The Linear Regression Model
The Linear Regression Model
The relationship between X (predictor) and Y (response):
- $\beta_0$ - intercept (value of Y when X = 0)
- $\beta_1$ - slope (how much Y changes per unit increase in X)
- $\varepsilon \sim N(0, \sigma^2)$ - random error
The assumption is that the true relationship is linear, and deviations from the line are random noise.
What are the key assumptions of classical linear regression Y = β₀ + β₁X + ε?
Gauss-Markov assumptions: (1) linearity E[Y|X] = β₀ + β₁X; (2) independence of residuals ε_i; (3) homoscedasticity Var(ε|X) = σ² (same for all X); (4) exogeneity E[ε|X] = 0; for t-tests also (5) normality of ε. Under homoscedasticity OLS is BLUE (Best Linear Unbiased Estimator) by the Gauss-Markov theorem.
Ordinary Least Squares (OLS)
Ordinary Least Squares (OLS)
Find the line that minimizes the sum of squared errors:
Solution:
Apartment Area and Price
Simple regression
Data (sq m, $thousands): {(30, 300), (40, 450), (50, 500), (60, 650), (70, 700)} $\bar{X} = 50$, $\bar{Y} = 520$ $\sum(X_i - 50)(Y_i - 520) = 7000$ $\sum(X_i - 50)^2 = 1000$ $\hat{\beta}_1 = 7000/1000 = 7$ $/m² $\hat{\beta}_0 = 520 - 7 \cdot 50 = 170$ **Model:** $\hat{Y} = 170 + 7X$ Every additional square meter adds $7,000 to the price.
In the regression Y = 10 + 2X, what does the coefficient 2 represent?
The slope β₁ = 2 means that for each unit increase in X, the expected value of Y increases by 2 units.
Coefficient of Determination R²
Coefficient of Determination R²
**R²** - the proportion of Y's variance explained by the model:
- $R^2 = 0$: the model explains none of Y's variation (horizontal line)
- $R^2 = 1$: the model perfectly explains Y (all points on the line)
- $R^2 = r^2$ for simple regression!
Interpreting R²
R² = 0.81
The model explains 81% of the variation in Y. The remaining 19% reflects the influence of other factors and randomness. In the apartment example: area explains most of the price, but not all (neighborhood, renovation condition...).
What does R² = 0.65 mean in linear regression?
R² = 1 - RSS/TSS = SSReg/TSS, where TSS = Σ(Y_i - Ȳ)², RSS = Σ(Y_i - Ŷ_i)². For simple regression R² = r² (squared correlation). R² is not a 'goodness' criterion: high R² with irrelevant predictors via overfitting; low R² can still be meaningful in noisy domains (psychology, biomedicine). Adjusted R² penalises for the number of predictors.
Significance Testing
Significance Testing
H₀: $\beta_1 = 0$ (X has no effect on Y)
Where $SE(\hat{\beta}_1) = \frac{S}{\sqrt{\sum(X_i - \bar{X})^2}}$ and $S$ is the residual standard error.

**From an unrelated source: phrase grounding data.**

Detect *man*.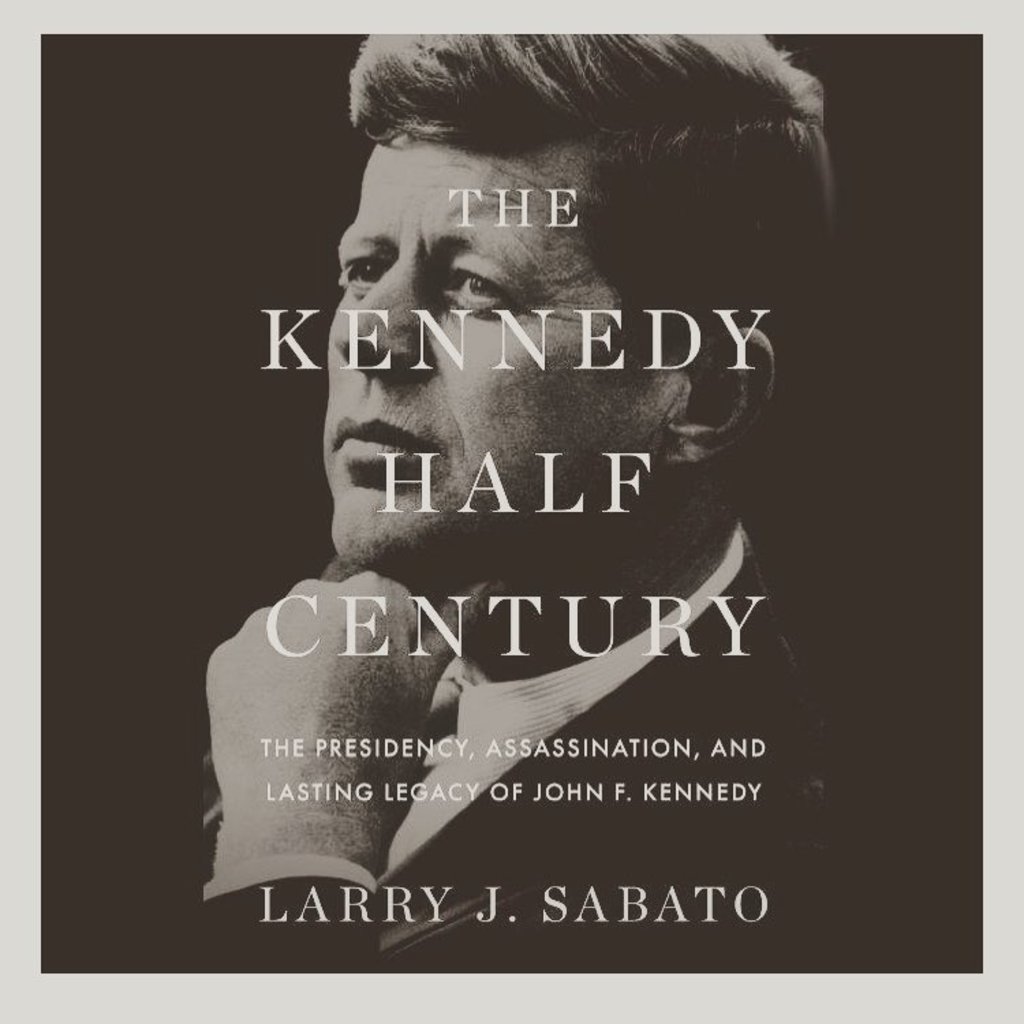
Detected at crop(165, 53, 907, 922).
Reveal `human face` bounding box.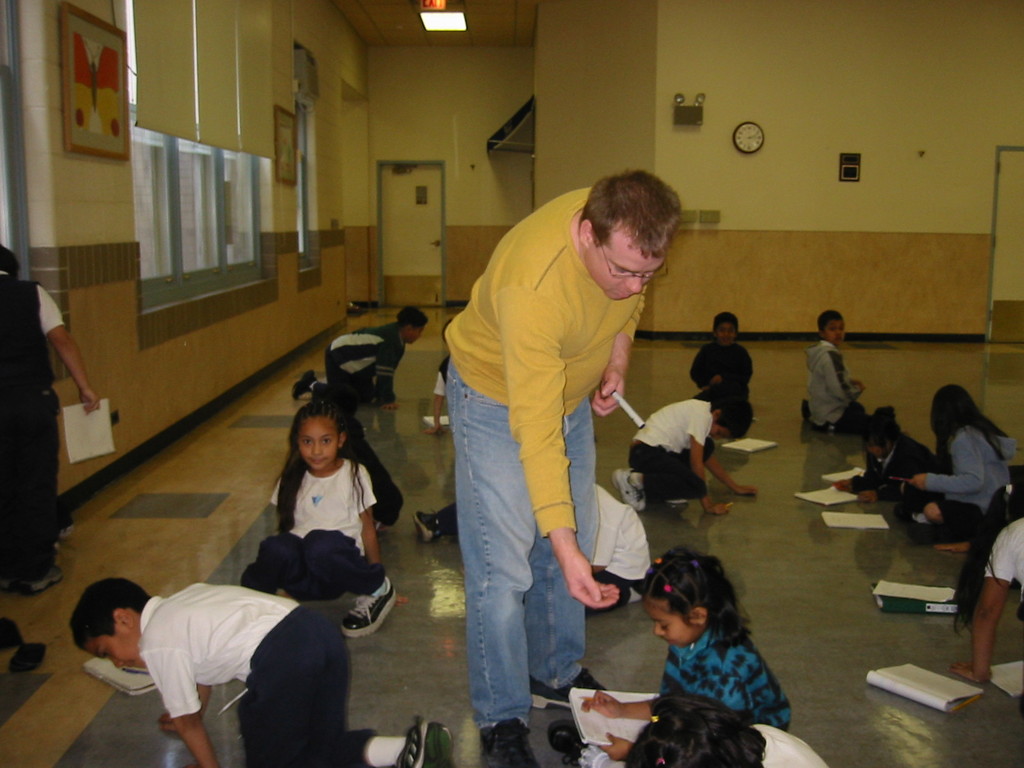
Revealed: bbox=[654, 604, 694, 648].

In simple regression, the t-test for β₁ is equivalent to the significance test for correlation!
How is the significance of coefficient β₁ in linear regression tested?
Under H_0: β₁ = 0 (no association) and standard assumptions, t = β̂₁ / SE(β̂₁) ~ t_{n-2}. SE(β̂₁) = σ̂ / √Σ(X_i - X̄)². Large |t| means the estimated coefficient differs significantly from zero. The F-test checks joint significance of all predictors; for a single predictor it is equivalent to the t-test.
Prediction
Prediction
For a new value X₀, the predicted response is:
**Beware of extrapolation!** The model is reliable only within the range of the original X values. Predictions far beyond the data range are risky.
Predicting the Price
Apartment of 55 sq m
$\hat{Y} = 170 + 7 \cdot 55 = $555,000 Confidence interval for the mean: narrower Prediction interval for a specific apartment: wider (includes σ)

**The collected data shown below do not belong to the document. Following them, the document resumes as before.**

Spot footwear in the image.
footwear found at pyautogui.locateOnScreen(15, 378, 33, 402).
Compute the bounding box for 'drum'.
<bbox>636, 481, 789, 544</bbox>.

How does a confidence interval for E[Y|X*] differ from a prediction interval for a new Y* at a given X*?
SE for E[Y|X*]: σ̂·√(1/n + (X*-X̄)²/Σ(X_i-X̄)²). SE for a new Y* adds a √(1 + ...) factor: it includes the σ² of a single observation. At X* = X̄ the prediction interval is wider by a factor of ~σ̂√n. Confusing these two intervals is a common mistake: one says 'where the mean is', the other 'where a new point will lie'.
Practice
Practice
Data from 10 stores yield the regression: Sales = 50 + 8×Advertising ($thousands). R² = 0.64. What are expected sales when advertising spend is $20,000? What does R² mean here?
Sales = 50 + 8×20 = $210,000 R² = 0.64: advertising explains 64% of the variation in sales across stores. The remaining 36% reflects other factors (location, assortment...).

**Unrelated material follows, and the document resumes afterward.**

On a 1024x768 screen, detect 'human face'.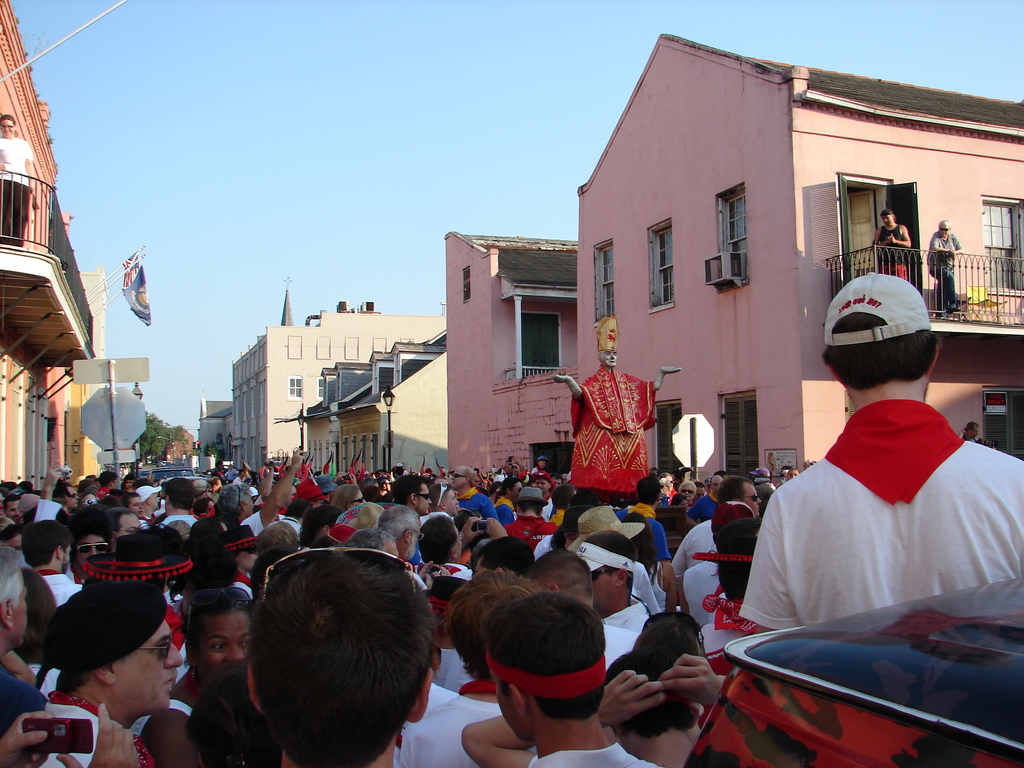
bbox(680, 486, 692, 498).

In a regression with n = 30, R² = 0.25 is obtained. Is the association significant (α = 0.05)?
$r = \sqrt{0.25} = 0.5$ $t = 0.5 \sqrt{\frac{28}{0.75}} = 0.5 \cdot 6.11 = 3.06$ $t_{0.025, 28} \approx 2.05$ $3.06 > 2.05$ → the association is significant!
Which residual diagnostic is most important for checking homoscedasticity?
Heteroscedasticity (a funnel in residuals vs fitted) breaks SE(β̂) and t-tests. Tests: Breusch-Pagan, White. Fixes: Huber-White robust SE, WLS (weighted LS), Y transformations (log, √). A QQ-plot diagnoses normality of residuals (matters for t/F tests at small n). Cook's distance flags influential observations.
Regression - The Foundation of ML
From a simple line to neural networks.
- Multiple Regression — Many predictors X₁, X₂, ...
- Logistic Regression — For classification (0/1)
- Neural Networks — Many layers of nonlinear regression
- Gradient Descent — Numerical minimization of SSE
Итоги
- **Model:** $Y = \beta_0 + \beta_1 X + \varepsilon$
- **OLS:** minimize $\sum(Y - \hat{Y})^2$
- **Formulas:** $\hat{\beta}_1 = r \cdot S_Y/S_X$, $\hat{\beta}_0 = \bar{Y} - \hat{\beta}_1 \bar{X}$
- **R²:** proportion of explained variance, $R^2 = r^2$
- Regression is the foundation of ML!
Вопросы для размышления
- How does regression differ from correlation?
- Why is it dangerous to extrapolate far beyond the data range?
- How is regression related to neural networks?